Using the Web interface
Using the AMI tools
Useful links
Working with the EC2 topic branch
Getting the EC2 topic branch
Get a copy of the Ubuntu kernel git tree.
- git clone git://kernel.ubuntu.com/ubuntu/ubuntu-lucid.git
Checkout the ec2 branch
- git checkout --track origin/ec2 -b ec2
The branch will have a debian.ec2 directory which is used for building the kernel.
Building the EC2 kernel
The EC2 kernel is built using the same infrastructure as the standard Ubuntu kernel except the ec2 name is used.
- fdr binary-ec2
Uploading a test kernel
- Install the kernel to test on a test machine or into a chroot environment, to gain access to the kernel image and initrd.
Bundle and upload the kernel and initrd that was installed.
Getting the Xen patchset
The ec2 topic branch is based on the xen patchset that SuSE is using. It is currently pulled directly from the SuSE kernel of the day.
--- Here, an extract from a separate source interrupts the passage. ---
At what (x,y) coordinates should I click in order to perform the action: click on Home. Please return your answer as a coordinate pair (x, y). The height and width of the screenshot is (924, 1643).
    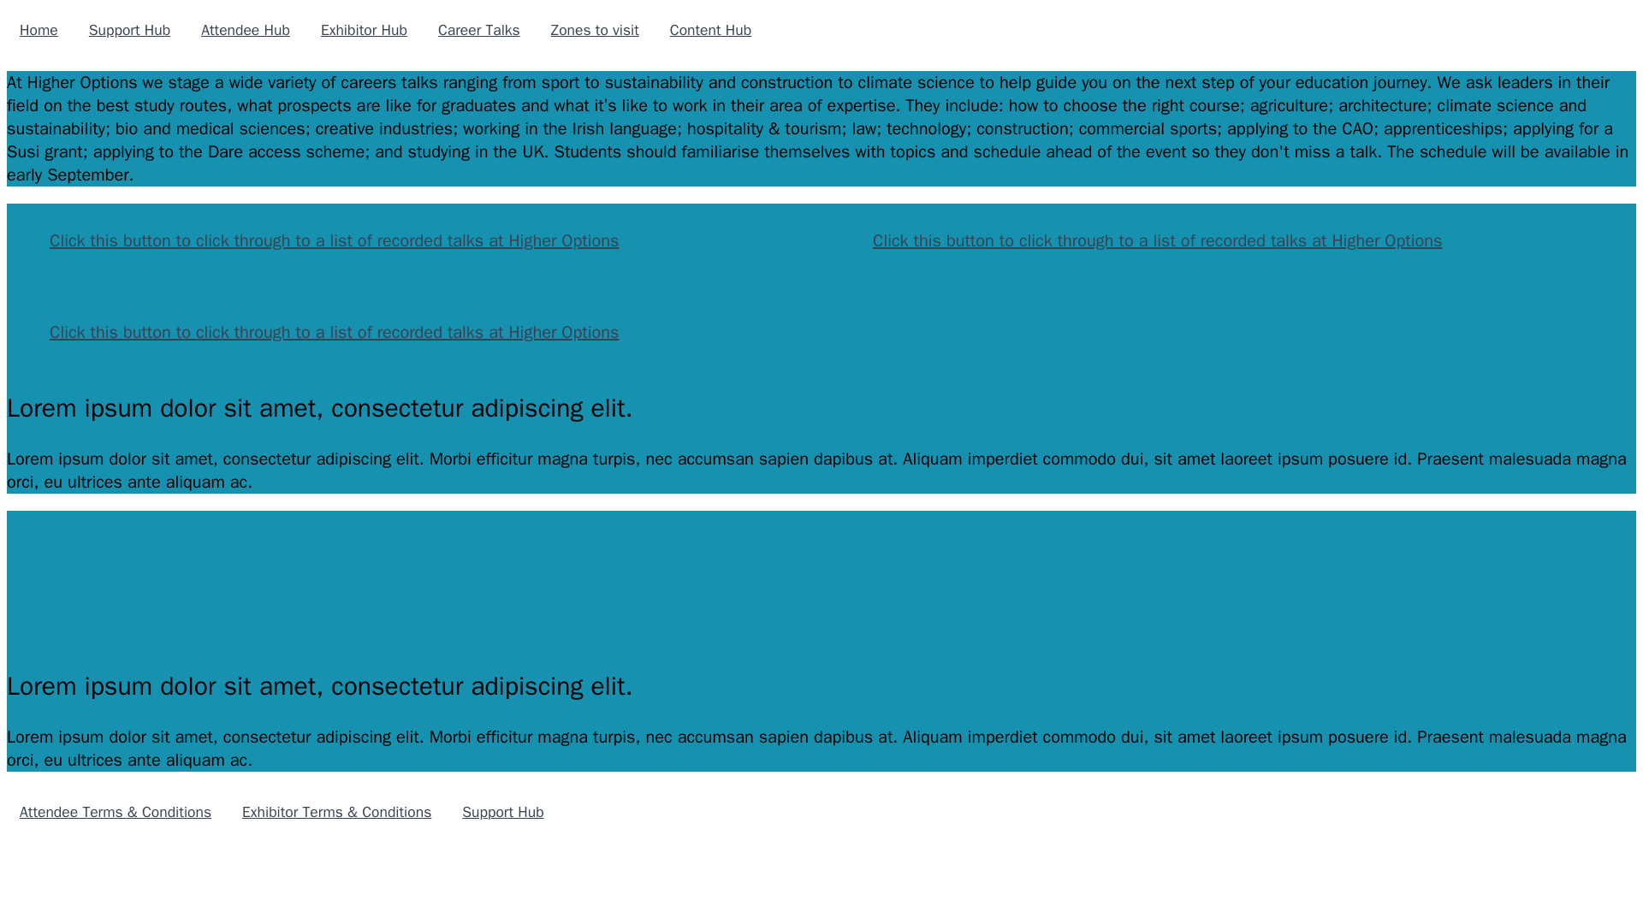
    Looking at the image, I should click on (38, 29).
Visit http://ftp.suse.com/pub/projects/kernel/kotd/HEAD/src/
Download the kernel-source-<version>.src.rpm file where <version> is a kernel version string
- eg. kernel-source-2.6.32.3-0.0.44.81788a2.src.rpm
- unpack the rpm
- mkdir tmp cd tmp
rpm2cpio <kernel-source-<version>.src.rpm | cpio -idmv --no-absolute-filenames
- mkdir tmp cd tmp
- unpack patches.xen.tar.bz2
- tar -xvjf patches.xen.tar.bz2
- compare the unpacked xen patches to the patches in the ec2 git tree in debian.ec2/patches/
- For released kernels any update will need to be done as new patches to the EC2 tree. For development kernels update the corresponding git commit with a rebase.
- update the debian.ec2/patches dir to ensure it is kept up to date, so base patches are maintained.
Kernel Release Notes
Release specific information for Ubuntu EC2 kernels
- 8.04 (Hardy) - see below
- 8.10 (Intrepid) - see below
- 9.04 (Jaunty) - no EC2 kernel
- 9.10 (Karmic) - Xen patchset in ec2 topic branch
- 10.04 LTS (Lucid) - Xen patchset in ec2 topic branch
- 10.10 (Maverick) - paravirt-ops (pv-ops) in the -virtual kernel
Hardy
The hardy kernel is not maintained as described above. The EC2 kernel for Hardy is the Xen Dom0 kernel that is handled as a custom binary.
The Xen patchset for the Hardy kernel is obtained as described above for the topic branch EC2 kernels.
Intrepid
The intrepid kernel for EC2 is based on the Hardy kernel patch carried forward to intrepid.
Lucid
Does not require a ram disk to boot.
Maverick
Both instance store and ebs backed images use pv-grub to boot by default.